Seminar: India’s Centralized Federalism and Transformative Constitutionalism

Event date
18 November 2022
Event time
13:30 - 14:30
Oxford week
MT 6
Audience
Anyone
Venue
IECL teaching room
Speaker(s)

Anuj Bhuwania (Jindal Global Law School)

Abstract

A neglected aspect of the literature on Transformative Constitutionalism is its intersection with the question of vertical separation of powers. In this paper, Indian constitution’s centralized federalism is viewed in light of its avowed aspiration towards socio-economic transformation. It argues that the focus on a ‘social revolution’ in its constitutional design was directly responsible for its choice of a strong centre in India’s constitution. The ideals of planning and state-led socio-economic transformation were seen as inimical to any significant sharing of sovereignty that would dilute this project, even at the cost of partition.
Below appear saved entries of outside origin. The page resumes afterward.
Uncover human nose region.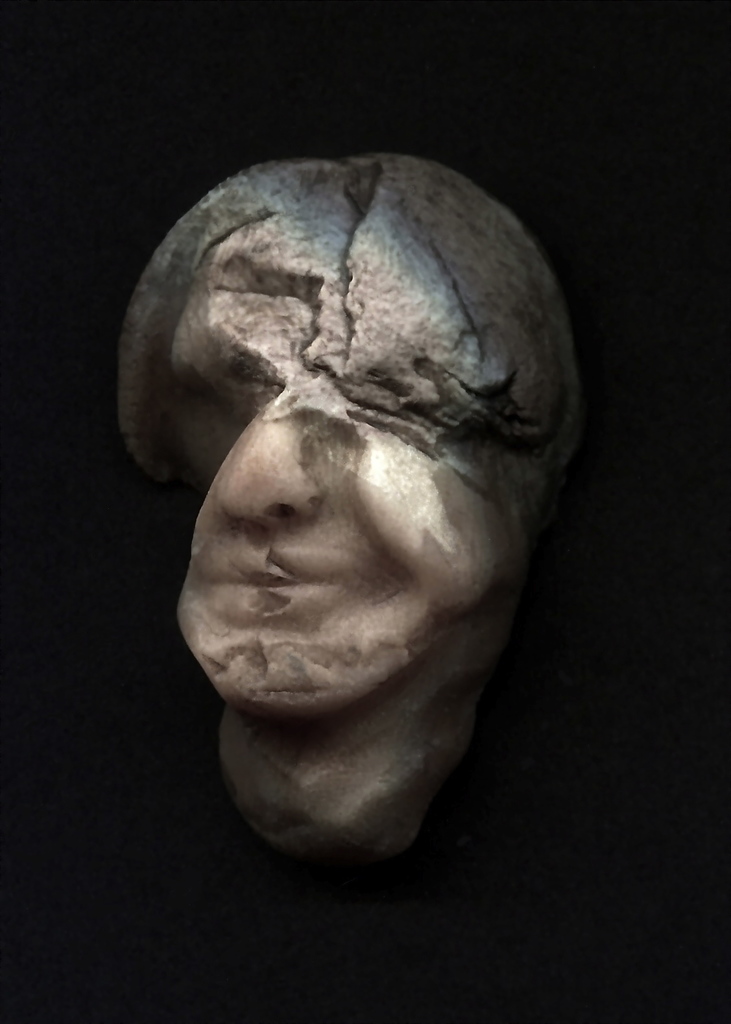
Uncovered: bbox=[209, 410, 318, 518].
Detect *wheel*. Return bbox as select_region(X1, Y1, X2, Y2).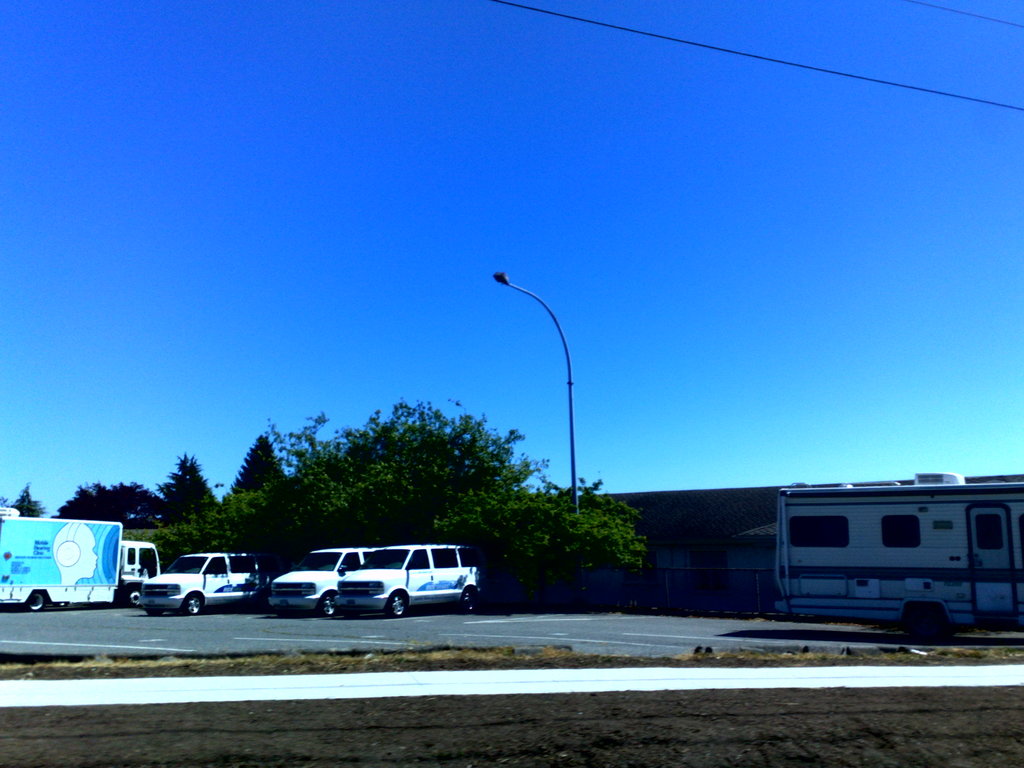
select_region(321, 593, 333, 615).
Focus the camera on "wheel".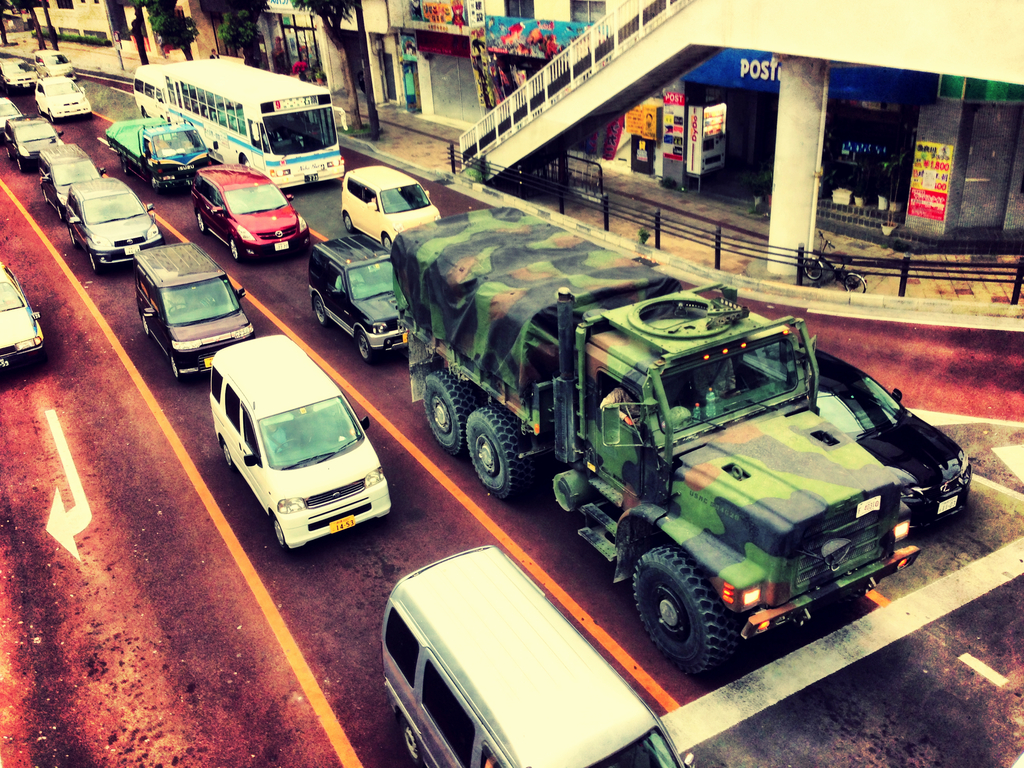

The paper argues for the need to restore the centrality of the federal question in understanding the process of Indian constitutional design. 

Speaker

Portrait of Anuj Bhuwania

Anuj Bhuwania is currently the Smuts Visiting Research Fellow in Commonwealth Studies at Clare Hall in the University of Cambridge. He is a Professor at the Jindal Global Law School in India, and has previously held teaching positions at South Asian University in New Delhi and at Ambedkar University Delhi. He is the author of ‘Courting the People: Public Interest Litigation in Post-Emergency India’ (Cambridge University Press 2017). 

Discussant

Yasser Kureshi is The John and Daria Barry Post Doctoral Fellow in Constitutional Law or Constitutional Theory, Oxford.